Erlich, Elizabeth. Miriam's Kitchen: A Memoir. New York: Penguin Books, 1997. ISBN: Hardcover - 0670869082, $24.95, Paperback -014026759X, $15.00.
Miriam's Kitchen blends recipes and food reminiscences with family narratives and observations about the author's personal evolution as a Jew.
Feldman, Ellen. The Boy Who Loved Anne Frank: A Novel. New York: W.W. Norton & Company, 2005. ISBN: Hardcover - 0393059448, $23.95.
Anne Frank and Peter van Pels shared an awkward first love in the Amsterdam annex where they lived in hiding. Feldman pens a deeply affecting, unsettling look into the soul of a man whose attempts to bury his past cannot prevent it from seeping into his present life.
Frank, Anne. The Diary of a Young Girl: The Definitive Edition. New York: Bantam Books, 1997. ISBN: Hardcover - 035473788, $29.95, Paperback - 0553577123, $5.99.
The startling new edition of Dutch Jewish teenager Anne Frank's classic diary, written in an Amsterdam warehouse, where for two years she hid from the Nazis with her family and friends, contains approximately 30% more material than the original 1947 edition, and reveals a new depth to Anne's dreams, irritations, hardships, and passions.
Goodman, Allegra. Kaaterskill Falls. New York: Dial Press , 1999. ISBN: Hardcover - 0385323891, $23.95, Paperback - 0385323905, $23.95.
The stories of three Orthodox Jewish families, each of whom is tugged between religious tradition and the secular world are intertwined. The story takes place in the upstate New York town of Kaaterskill, summer Mecca for the tightly knit Kirshner sect, where wife and mother Elizabeth Shulman pictures her community as an island both joined and separated from the outside world. Fascinated with what lies on the spiritual mainland, she hides behind the reassuring rhythms of religious observance, though she's inspired with a "desire, as intense as prayer," to create something all her own.
Horn, Dara. In the Image: A Novel. New York: W.W. Norton & Company, 2002. ISBN: Hardcover - 0393325261, $24.95, Paperback - 0393325261, $13.95.
An elderly Jewish refugee in a New Jersey suburb crosses paths with his granddaughter's friend and continues by moving forward through her life and backward through his, revealing the unexpected links between his family's past and her family's future.
King, Alan. Matzo Balls for Breakfast and Other Memories of Growing Up Jewish. New York: Free Press, 2005. ISBN: Hardcover - 0743260732, $24.00, Paperback - 0743260740, $14.00.

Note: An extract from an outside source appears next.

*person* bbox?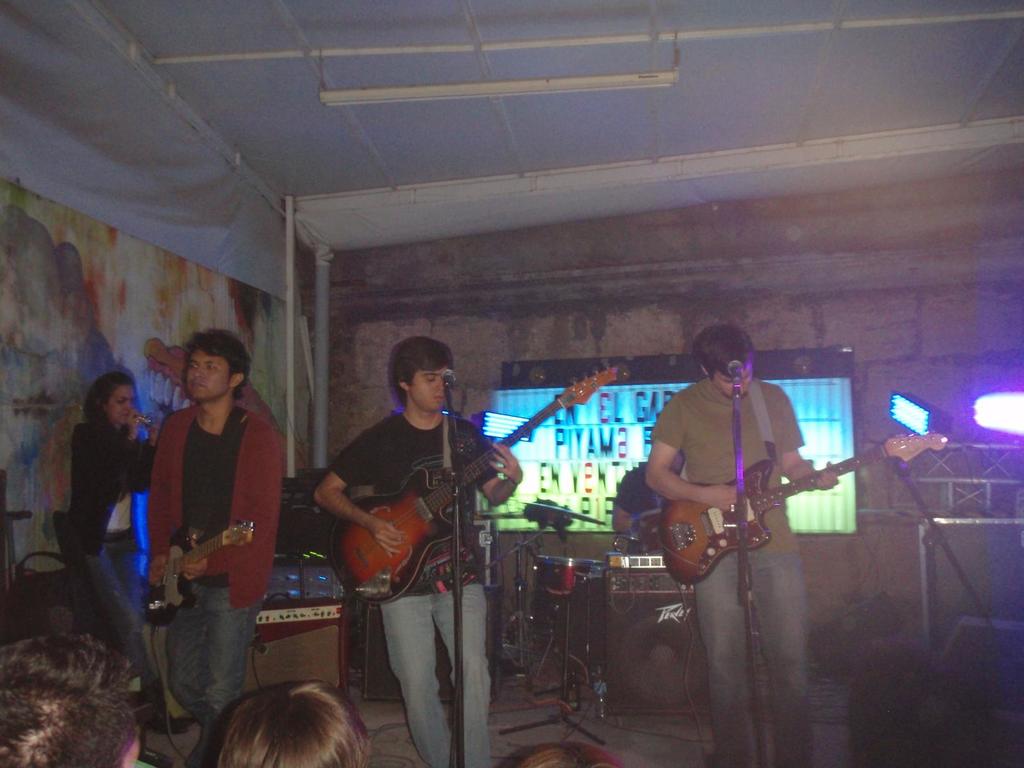
144 325 285 748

Combining warmhearted humor with a prideful nostalgia, this collection of over 75 reminiscences by Jews in the arts, politics, religion and sports discuss life in the Jewish family and neighborhood, being a Jew in a non-Jewish world, Jewish holidays, and discovering the essence of being Jewish.
Potok, Chaim. Old Men at Midnight. New York: Ballentine Books, 2002. ISBN: Hardcover - 0375410716, $23.00, Paperback -0345439988, $14.95.
Three novellas are linked by a single character, Ilana Davita Dinn, whose life experiences carry us from the Holocaust to the Kremlin's doctor's plot to the quieter terrors of old age.
Roth, Philip. The Plot Against America. Boston: Houghton Mifflin, 2004. ISBN: Hardcover - 0618509283, $26.00, Paperback - 1400079497, $14.95.
When the renowned aviation hero and rabid isolationist Charles Lindbergh defeated Franklin Roosevelt by a landslide in the 1940 presidential election, fear invaded every Jewish household in America.
Shteyngart, Gary. The Russian Debutante's Handbook. New York: Riverhead Books, 2003. ISBN: Harccover - 1573222135, $24.95, Paperback - 1573229881, $14.00.
A passive character, Vladimir Girshkin, becomes briefly proactive with disastrous results as he avoids his suburban parents and their desire that he pursue success, and becomes an expatriate in a trendy European city; somewhat of a mobster, he generally has a good time.
Telushkin, Joseph. The Unorthodox Murder of Rabbi Wahl. New Milford, CT: The Toby Press, 2004. ISBN: Paperback - 1592641075, $9.95.
A feminist rabbi is run down by a car after a spirited discussion at a Sunday evening radio talk show. The "detective," Daniel Winter, a rabbi who gives brief explanations of Jewish law and its reasoning, is particularly upset with this woman when he leaves the show, but he ends up getting involved in the investigation.